Forget the low hum of Netflix’s sober, slow-paced “Conversations with a Killer,” the Tarantino-esque trailer for a new Ted Bundy biopic seems to say. Audience’s stylish first look at “Extremely Wicked, Shockingly Evil and Vile” is laden with guitar riffs, jittering Impact font and, at one point, an actual wink to the camera.
Stars Zac Efron and Lily Collins filmed “Extremely Wicked” in Cincinnati and northern Kentucky in January and February 2018. Efron, whose Disney bona fides suit a vain, clean-cut serial killer with a knack for avoiding punishment, plays the murderer. Collins plays girlfriend Elizabeth Kloepfer, who began a turbulent six-year relationship with Bundy in 1969.
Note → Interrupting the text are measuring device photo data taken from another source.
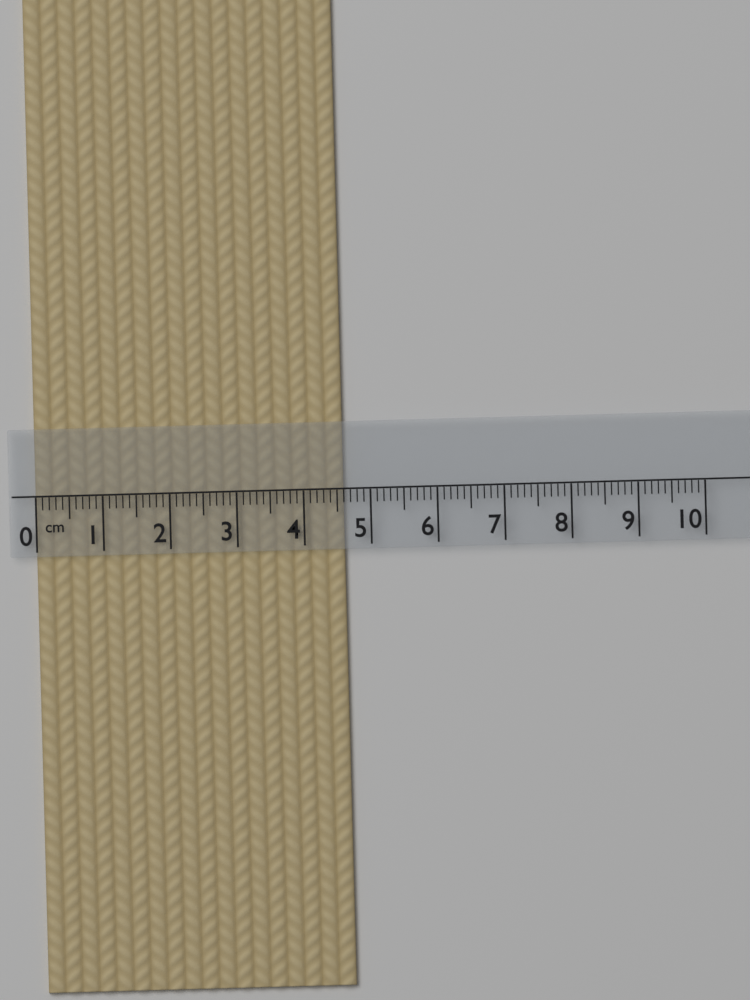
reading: 4.6 cm
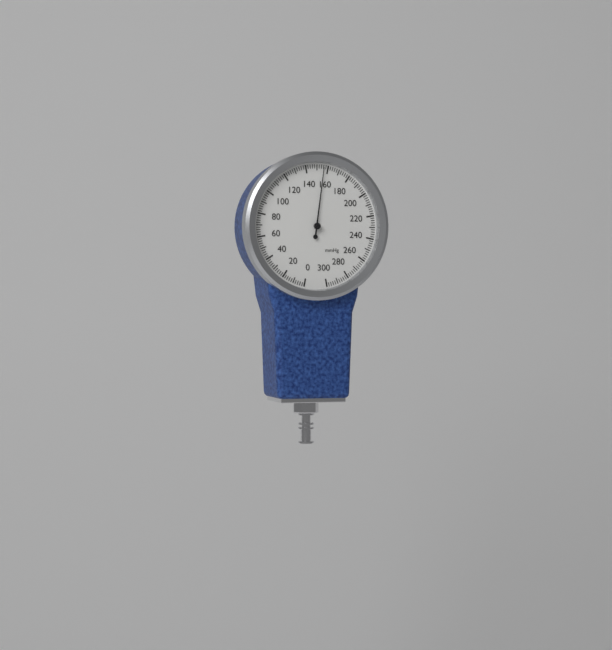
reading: 156 mmHg
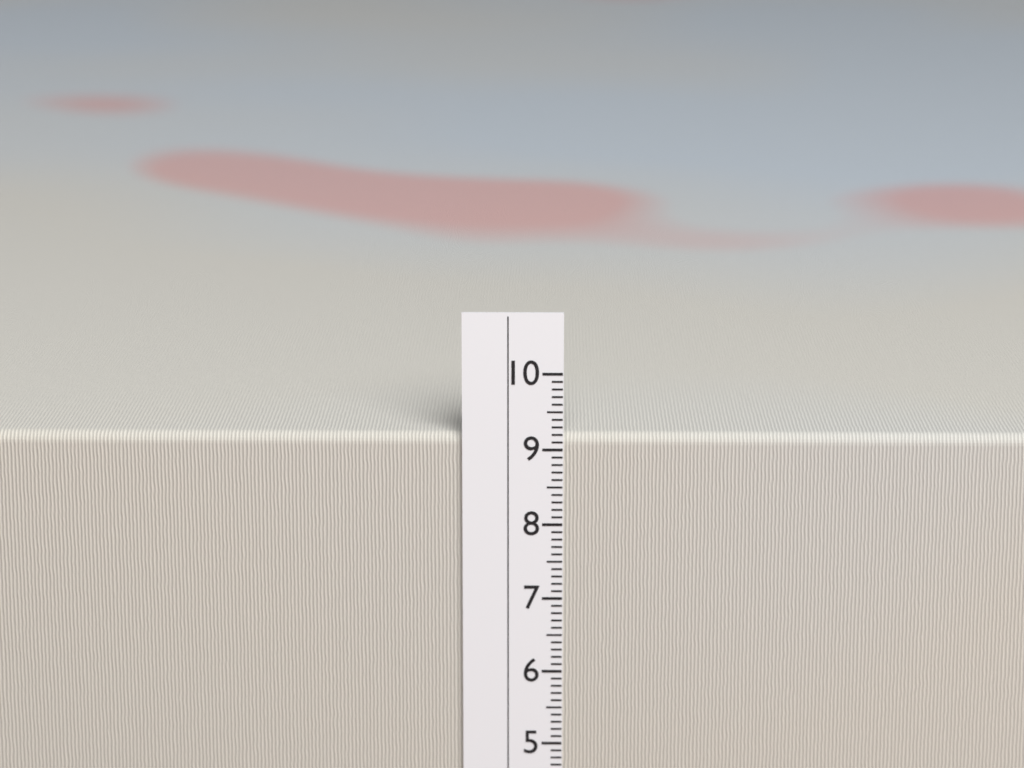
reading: 9.2 cm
“When I felt his love, I was on top of the world,” she wrote in her autobiography. “When I felt nothing from Ted, I felt that I was nothing.”
His dozens of known crimes against young women, which included sexual assault, murder and necrophilia, would begin during their relationship. According to her autobiography, Kloepfer long nursed suspicions her boyfriend was connected to disappearances and homicides in their area but hesitated to share them.
She called police for the first time in ’74 and was dismissed; when she called again in ’75, the information she provided helped ensure his arrest on suspicion of kidnapping later that year.
That wasn’t the end of the drama. Bundy would more than once escape from authorities. When he did stand trial, his showman-like persona and the gruesome nature of his crimes captivated audiences across the country.
By the look of the preview, “Extremely Wicked” frames its story in that operatic light: Love, murder, betrayal and a media circus.
The film will premiere Saturday at the Sundance Film Festival.